One of the important aspects of the current investment environment that is often underappreciated is what sustained negative real interest rates mean for investors. In short, real rates are the benefit investors derive from the act of investing. When real rates are positive, investors benefit from the “natural wonder” of compounding. When real rates are negative, investors suffer persistent erosion of the purchasing power of their assets.
The implications run deeper, though, and fundamentally affect what it means to succeed at investing. For example, historically investment success has meant performing better than a benchmark or some other comparable portfolio. The index goes up, you go up more, and that is “winning”.
It is that mindset of winning, however, that makes negative real rates so dangerous. When real rates go negative, it is tempting for investors to try to keep “winning” by going progressively further out on the risk curve – by buying stocks. While that can defer the pain for some time, it can’t change the reality that the odds are stacked against investors and savers.
As a result, the most useful message to take from negative real rates is that expectations should be reset. Returns will be lower. The proposition of investing is more about preserving wealth rather than expanding it. It is more about defense than offense.
Once this reality is accepted, it becomes much easier to make appropriate tradeoffs. Chasing extremely risky, low probability bets starts looking incredibly foolish rather than temptingly lucrative. Big bets start looking more like flirtations with disaster rather than valid opportunities. Most importantly, small losses of purchasing power that allow one to fight another day become a pretty reasonable standard of performance.

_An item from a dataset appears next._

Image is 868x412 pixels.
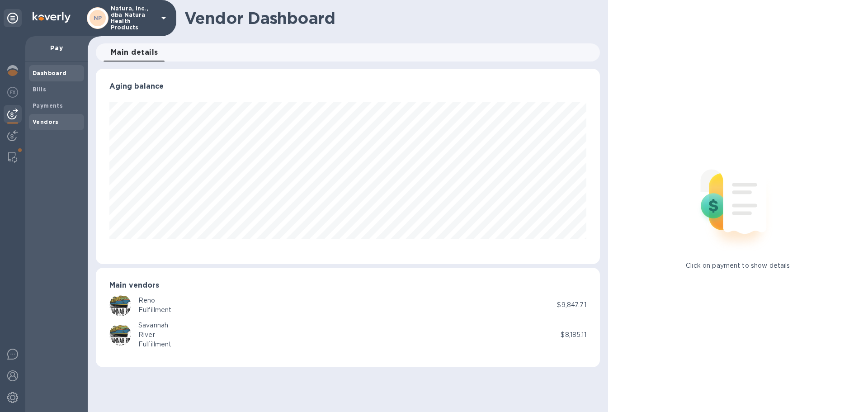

Implications for investment strategy
With inflation persisting at much higher rates than in the recent past and many inflation hedges getting bid up substantially, I spend the better part of my research and analysis time assessing tradeoffs between quality of inflation protection and the price for that protection. The easiest answer to this puzzle has been gold and gold miners since they have barely moved despite having significantly improving fundamentals.
Beyond that, things get a lot tougher. The traditional argument is that stocks also provide a meaningful hedge against inflation since quality companies can always raise their prices. There is absolutely truth to this, but the question is, “How much should one pay for that functionality?” John Hussman just published the following graph which is essentially a price to sales multiple for the entire economy:
As he reports, “This measure is now 50% above levels that were never seen in history prior to last year.” While that certainly comes across as excessive, the more concrete translation is an expected return of the S&P 500 that lags Treasury bonds by “about 8% annually over the coming decade”. In other words, if Treasury bond yields are zero over that period, stocks will lose 8% per year.
There are several big implications that arise from this. For one, as unattractive as bonds may appear in light of persistent inflation, stocks appear far worse at current valuations. Any potential inflation protection has long since been more than priced in. For another, if you are tempted to catch some of the feverish temperament in stocks, be well aware of the fire you are playing with, especially if the allocation is for any kind of long-term portfolio.
A deeper underlying question is, “What is safe?” If the desire to catch the wave in stocks is an effort to defray the increasingly visible rise in cost of living, that ship has sailed – so stocks can’t be considered safe. Further, it is clear that inflation will erode the purchasing power of bonds – so they aren’t safe either.
The answer lies in perspective. At current valuations, financial assets are extremely unlikely to retain the purchasing power implied by current prices and inflation levels. So, in a sense, there is no “safe”. The sooner investors figure out that investment success will mean losing less purchasing power than others, the sooner they can avoid the futile distractions of chasing markets and focus on the more productive course of diversifying among real assets.